Upgraded to Rails 3.2.9 today from 3.2.7 and it appears that the method "to_i" has been removed from ActiveRecord.
Is this by design? Or is it a bug? I cannot find any mention of it in the change notes. This is going to impact a lot of code.
thanks!
The #to_i
method never existed, however the way assigning objects to values has changed in Rails 3.2.8.
Given the following:
class Lecture < ActiveRecord::Base
has_one :professor
end
Previously you could assign a professor to a lecture like this:
@lecture.professor = Professor.find_by_id(1)
Or like this:
@lecture.professor_id = Professor.find_by_id(1)
In the first case everything is simple as the professor
association expects a professor object. In the second case though ActiveRecord performed some magic to coerce the id from the professor, as professor_id
expects a integer instead.
In Rails 3.2.8 and above that magic no longer works. It is nice in a way as it is a hint you are probably doing something wrong. For example, if there isn't a professor_id
column in the database, but just professor
which expects an integer, assigning like this will no longer work.

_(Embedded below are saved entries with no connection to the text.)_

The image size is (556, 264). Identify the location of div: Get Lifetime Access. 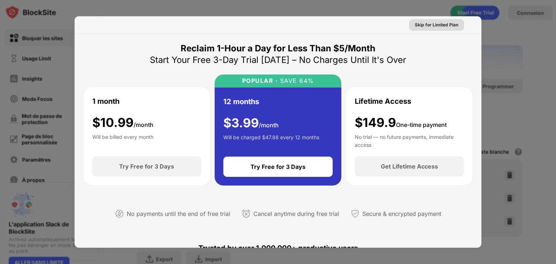
(409, 166).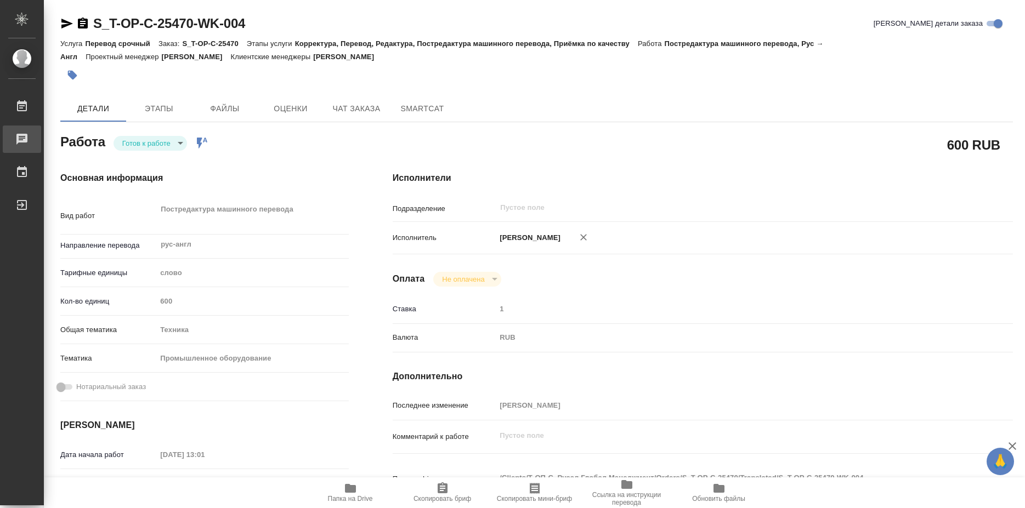 The width and height of the screenshot is (1025, 508). Describe the element at coordinates (350, 493) in the screenshot. I see `button: Папка на Drive` at that location.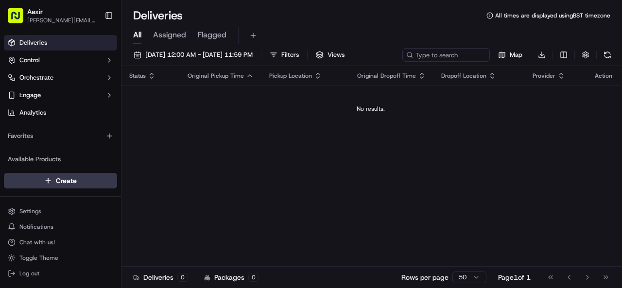  Describe the element at coordinates (35, 12) in the screenshot. I see `button: Aexir` at that location.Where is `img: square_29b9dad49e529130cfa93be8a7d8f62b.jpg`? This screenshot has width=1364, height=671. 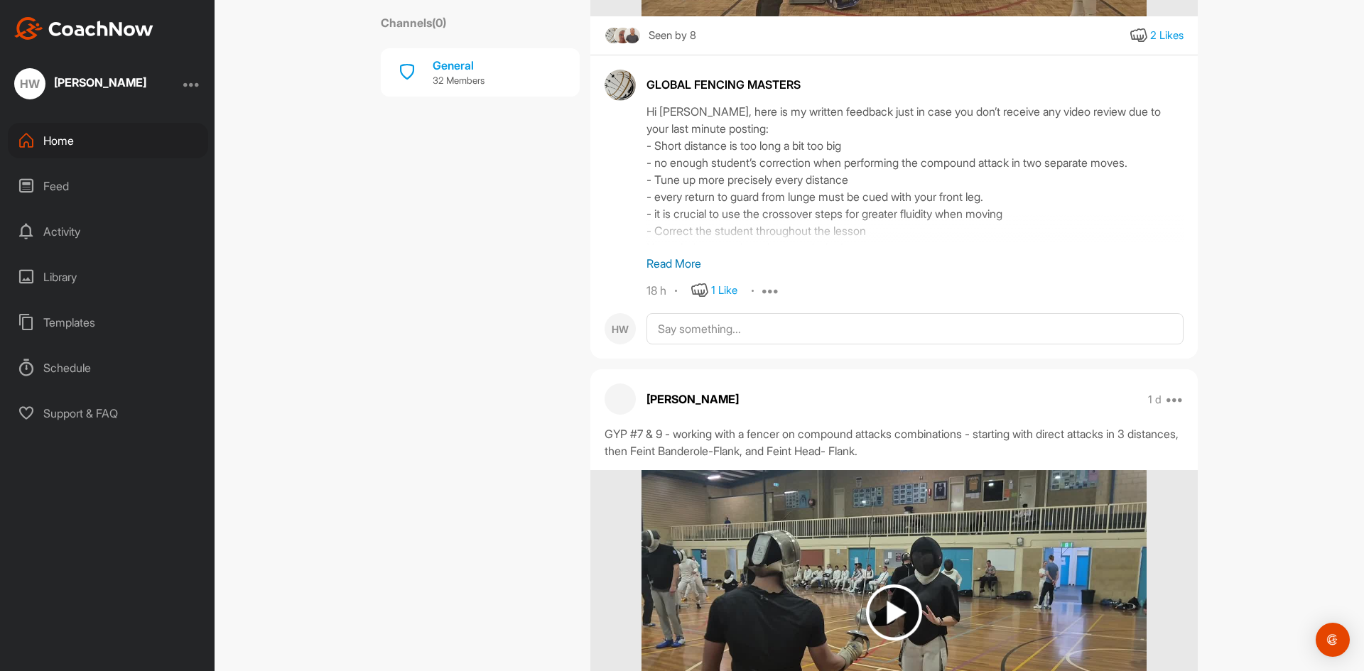
img: square_29b9dad49e529130cfa93be8a7d8f62b.jpg is located at coordinates (632, 36).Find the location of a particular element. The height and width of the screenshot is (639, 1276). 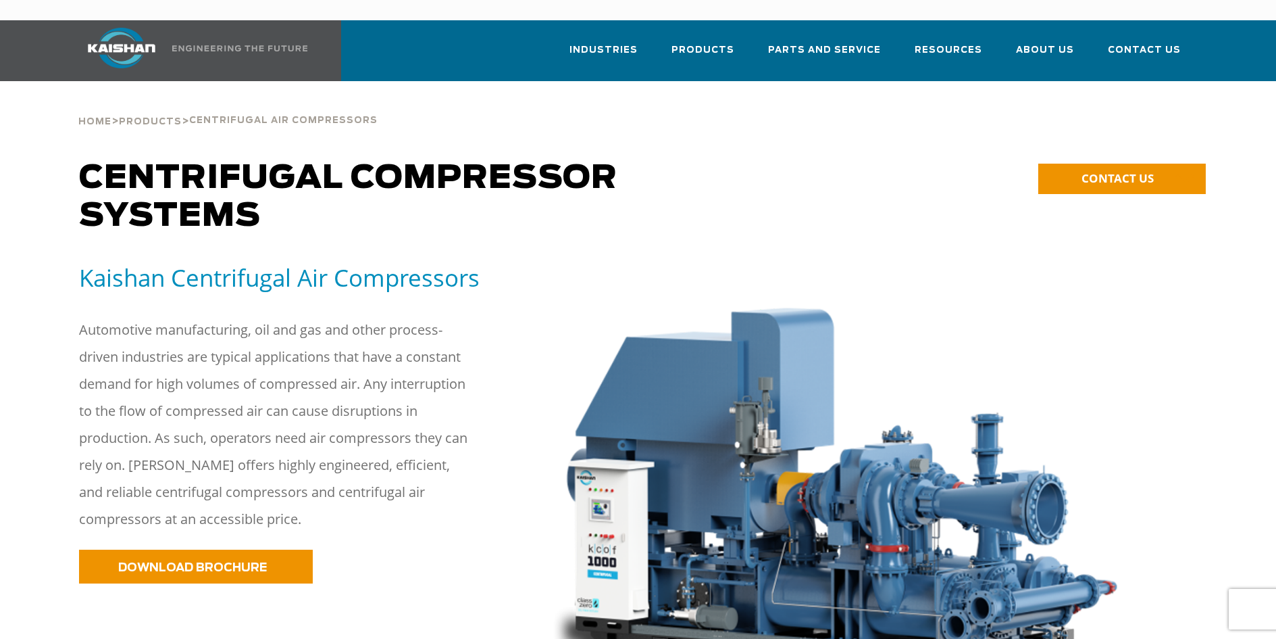

span: Parts and Service is located at coordinates (824, 50). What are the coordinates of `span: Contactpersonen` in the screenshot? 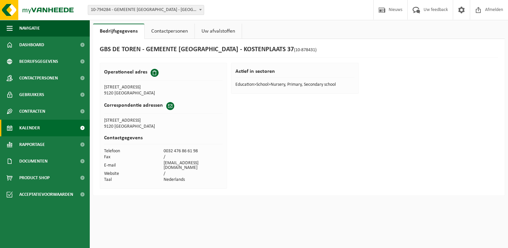 It's located at (39, 78).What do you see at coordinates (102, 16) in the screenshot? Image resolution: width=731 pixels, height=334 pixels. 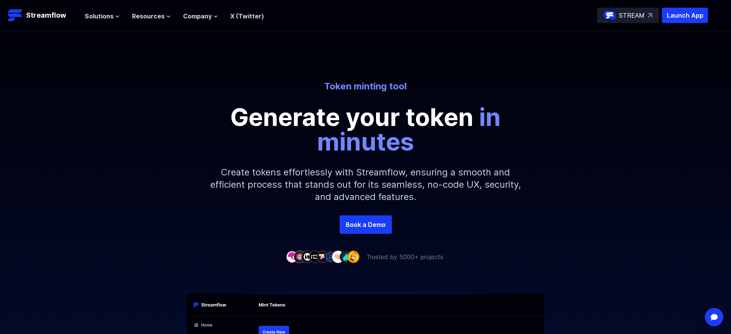 I see `button: Solutions` at bounding box center [102, 16].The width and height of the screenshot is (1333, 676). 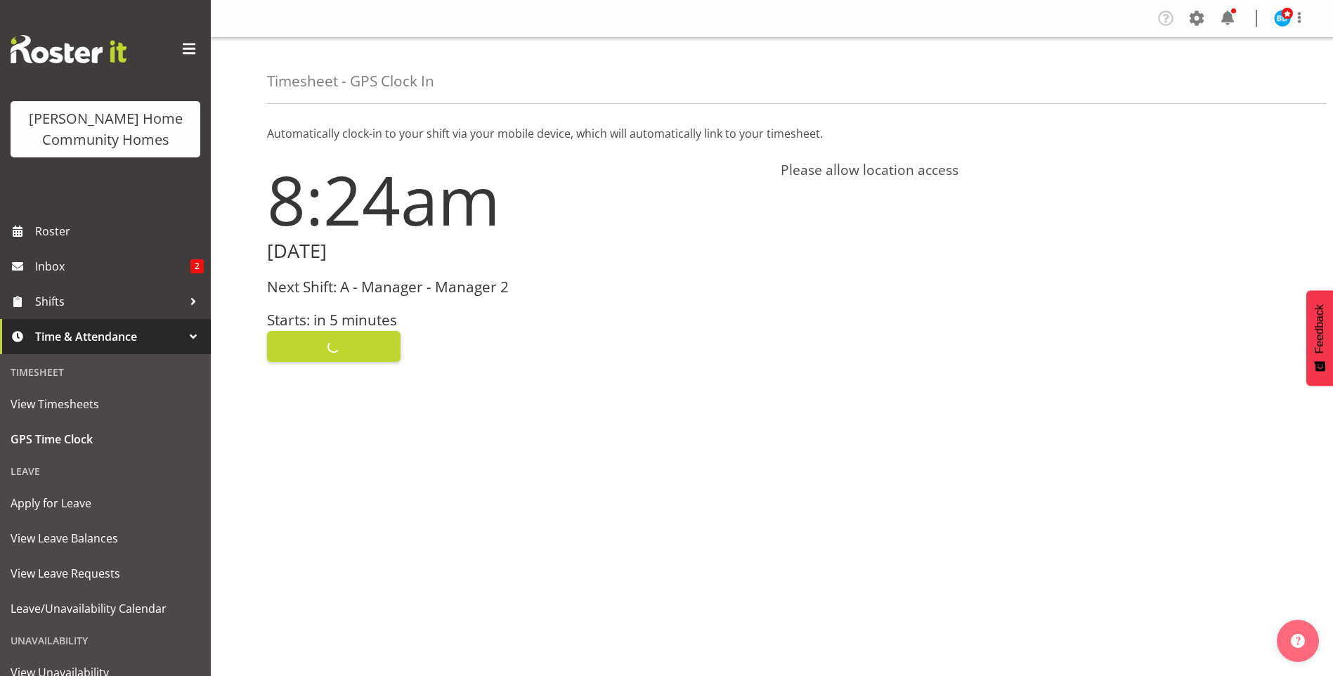 What do you see at coordinates (105, 538) in the screenshot?
I see `a: View Leave Balances` at bounding box center [105, 538].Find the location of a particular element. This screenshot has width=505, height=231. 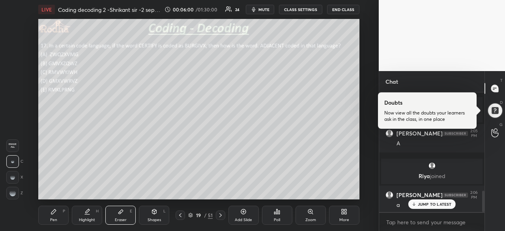

div: E is located at coordinates (131, 211).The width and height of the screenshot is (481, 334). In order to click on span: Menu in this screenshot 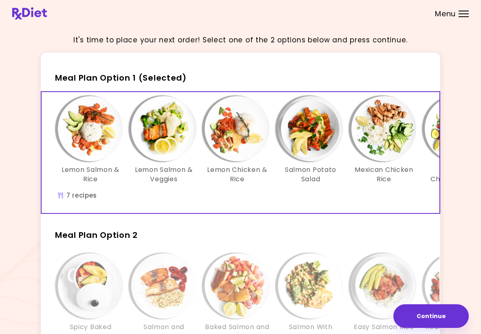, I will do `click(445, 14)`. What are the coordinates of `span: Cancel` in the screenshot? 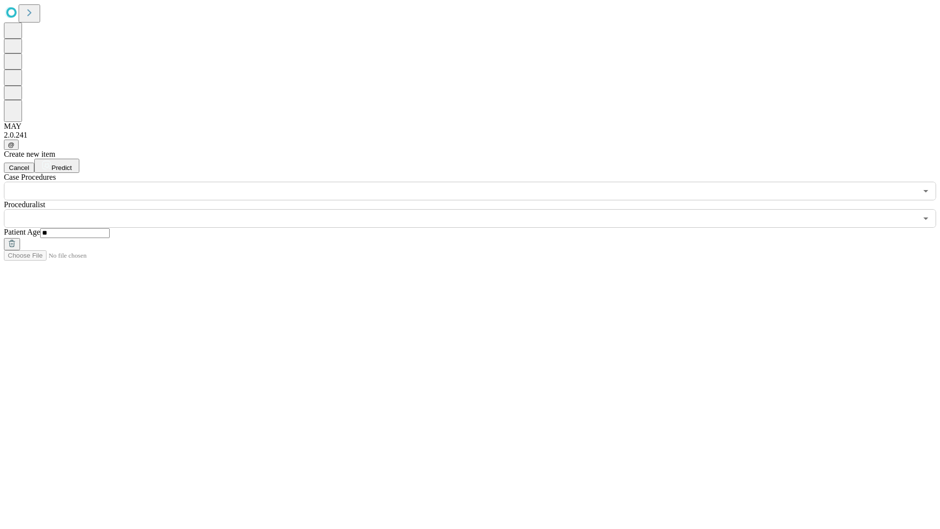 It's located at (19, 167).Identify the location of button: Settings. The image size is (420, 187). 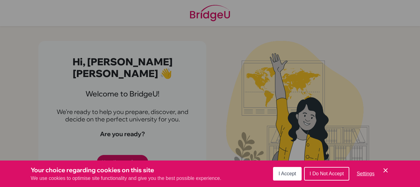
(366, 173).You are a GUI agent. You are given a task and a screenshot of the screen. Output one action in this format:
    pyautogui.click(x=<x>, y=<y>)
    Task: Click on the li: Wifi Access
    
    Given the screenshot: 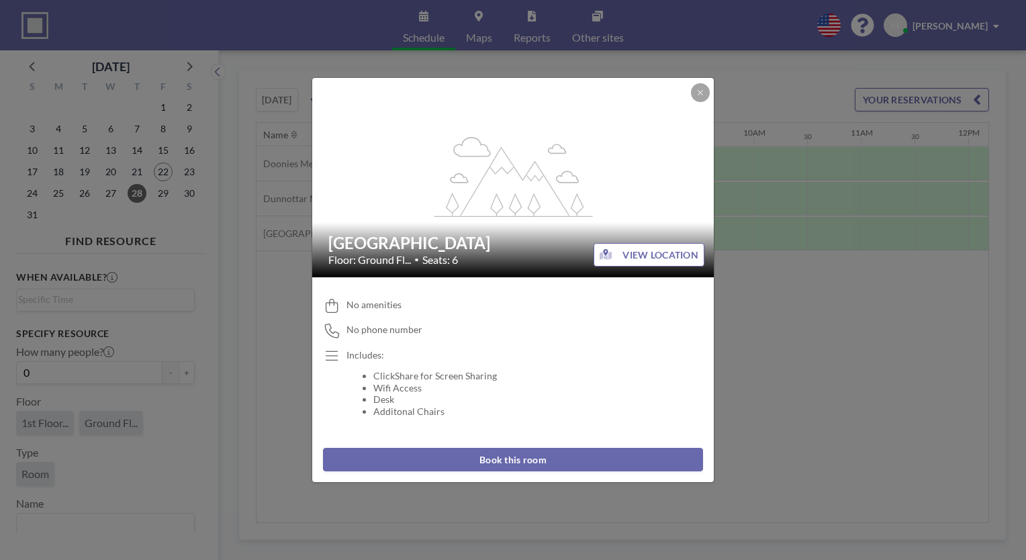 What is the action you would take?
    pyautogui.click(x=435, y=388)
    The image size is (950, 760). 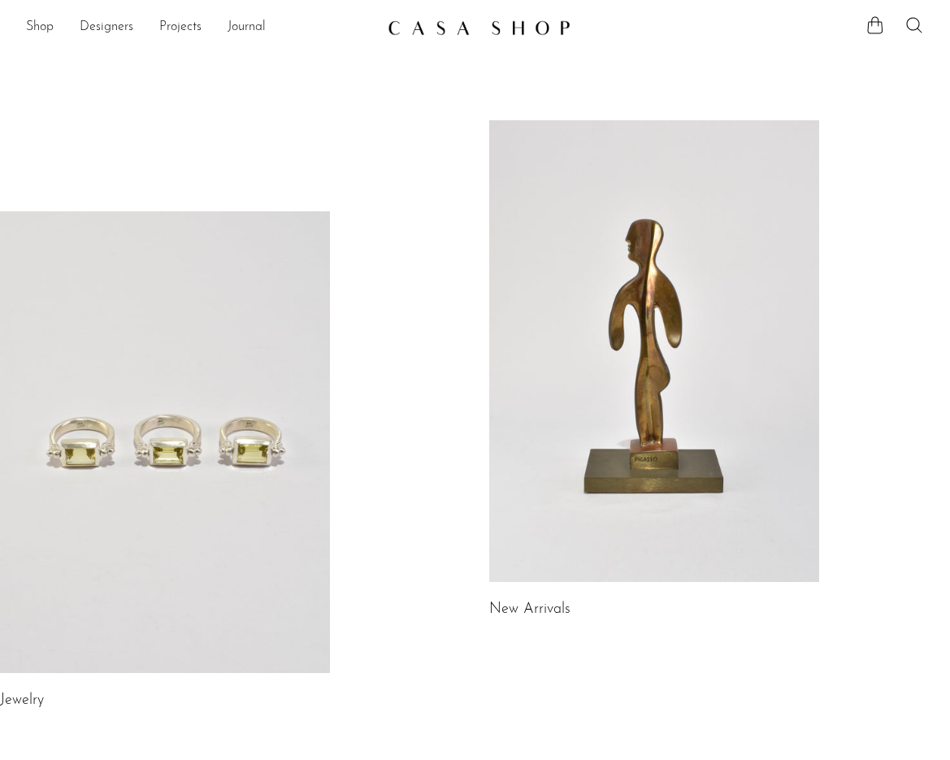 What do you see at coordinates (40, 28) in the screenshot?
I see `a: Shop` at bounding box center [40, 28].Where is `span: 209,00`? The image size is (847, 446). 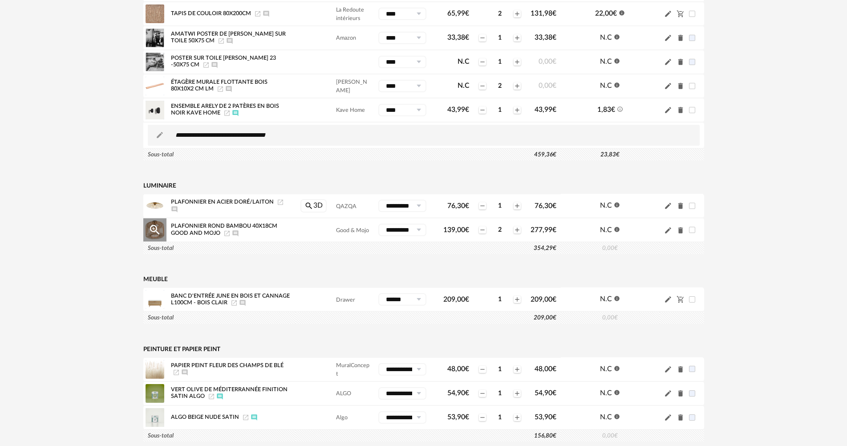
span: 209,00 is located at coordinates (544, 299).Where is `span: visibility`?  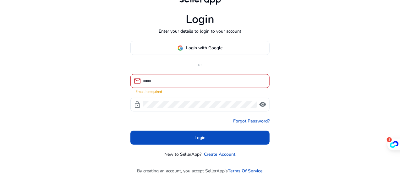 span: visibility is located at coordinates (263, 105).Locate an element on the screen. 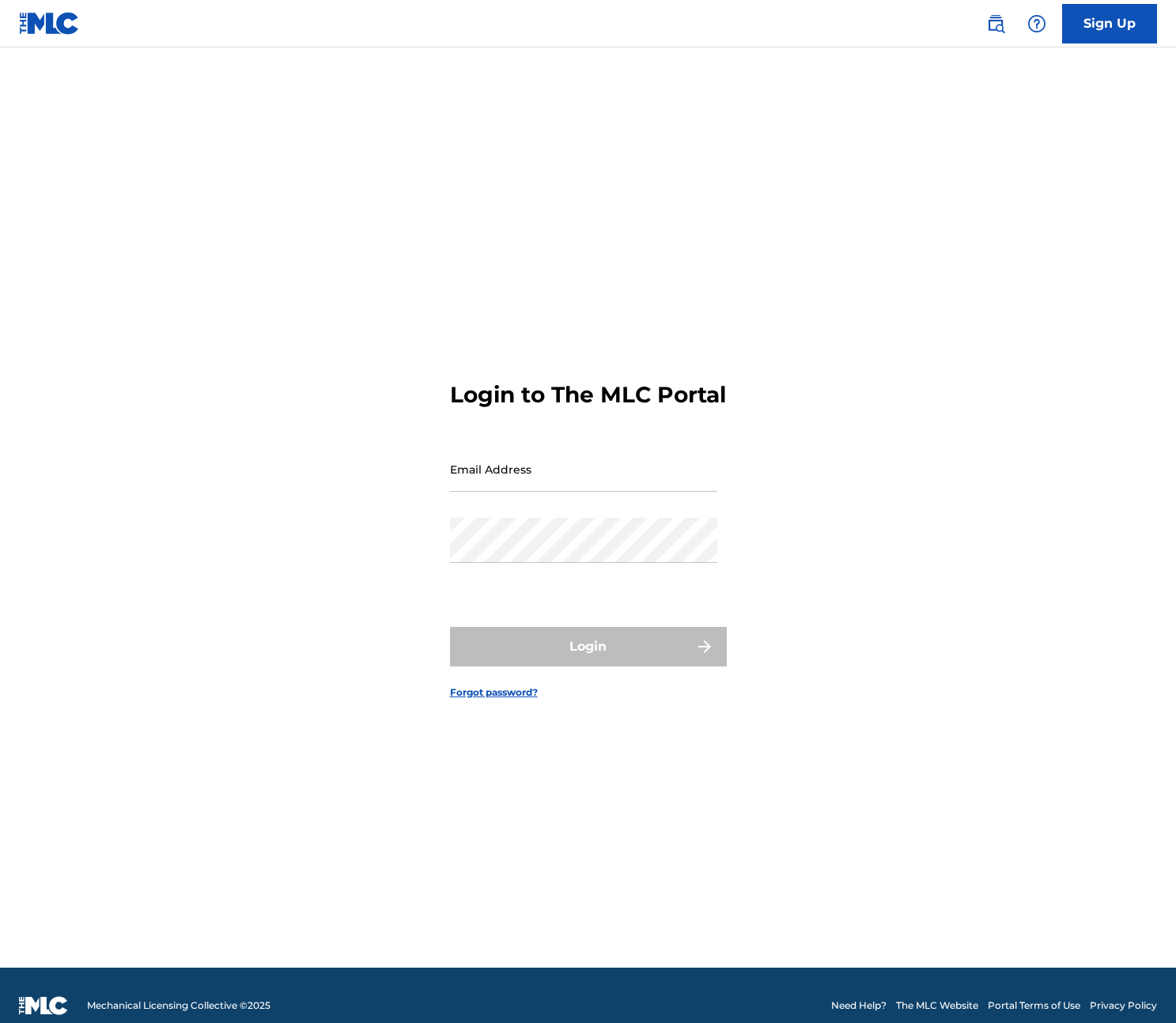 The height and width of the screenshot is (1023, 1176). span: Mechanical Licensing Collective © 2025 is located at coordinates (179, 1006). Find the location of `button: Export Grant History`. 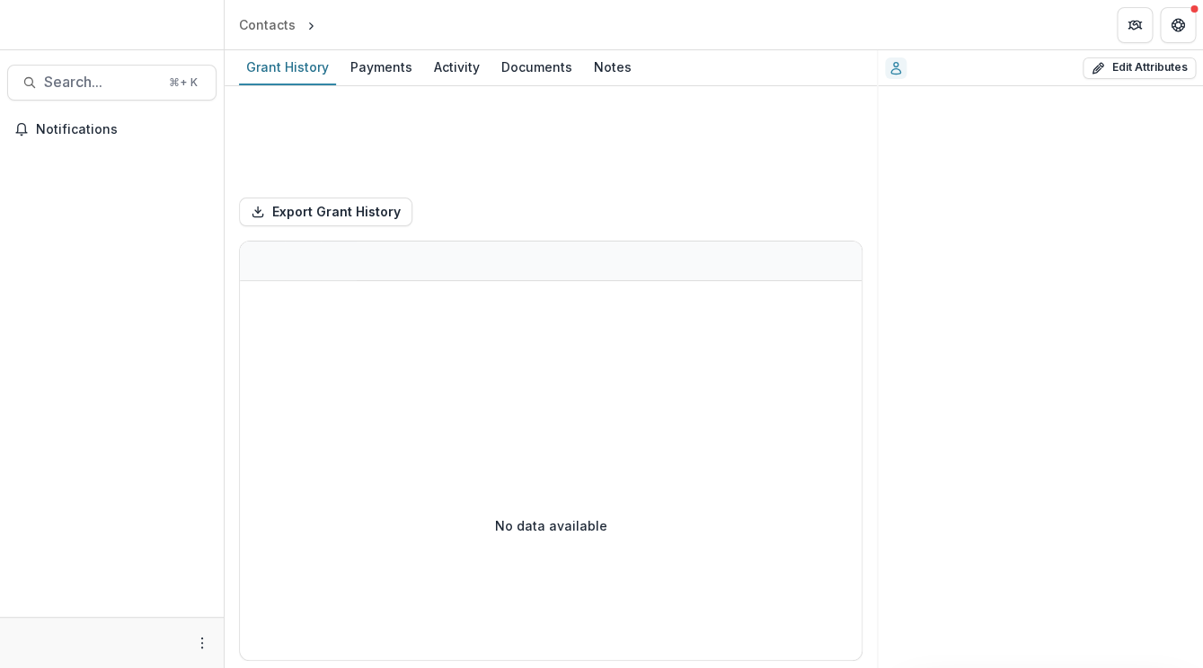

It looks like this will be reverted to the previous behaviour in Rails 3.2.11.
There has been one change with regards to "to_i" method in Rails 3.2.9, but that deals with the columns and not with the tables. See here.
So in your code, if you were passing entire object instead of column value, it was failing silently before. But now it will actually call the "to_i" method on the object and raise exception.
I ran into the same error. It's not that ActiveRecord lacks #to_i but something else, which in my case involves the factory_girl gem.
factory_girl (4.1.0)
factory_girl_rails (4.1.0)
Here's an isolated case of the difference:
rails _3.1.0_ new rails31
cd rails31
bundle install
rails g scaffold note title:string contents:text
rails g scaffold user name:string
rails g migration add_user_id_to_notes user_id:integer
rake db:migrate
Then in the console:
require 'factory_girl'
FactoryGirl.define { factory :note }
Factory(:note, :user_id => User.first, :title => 'foo')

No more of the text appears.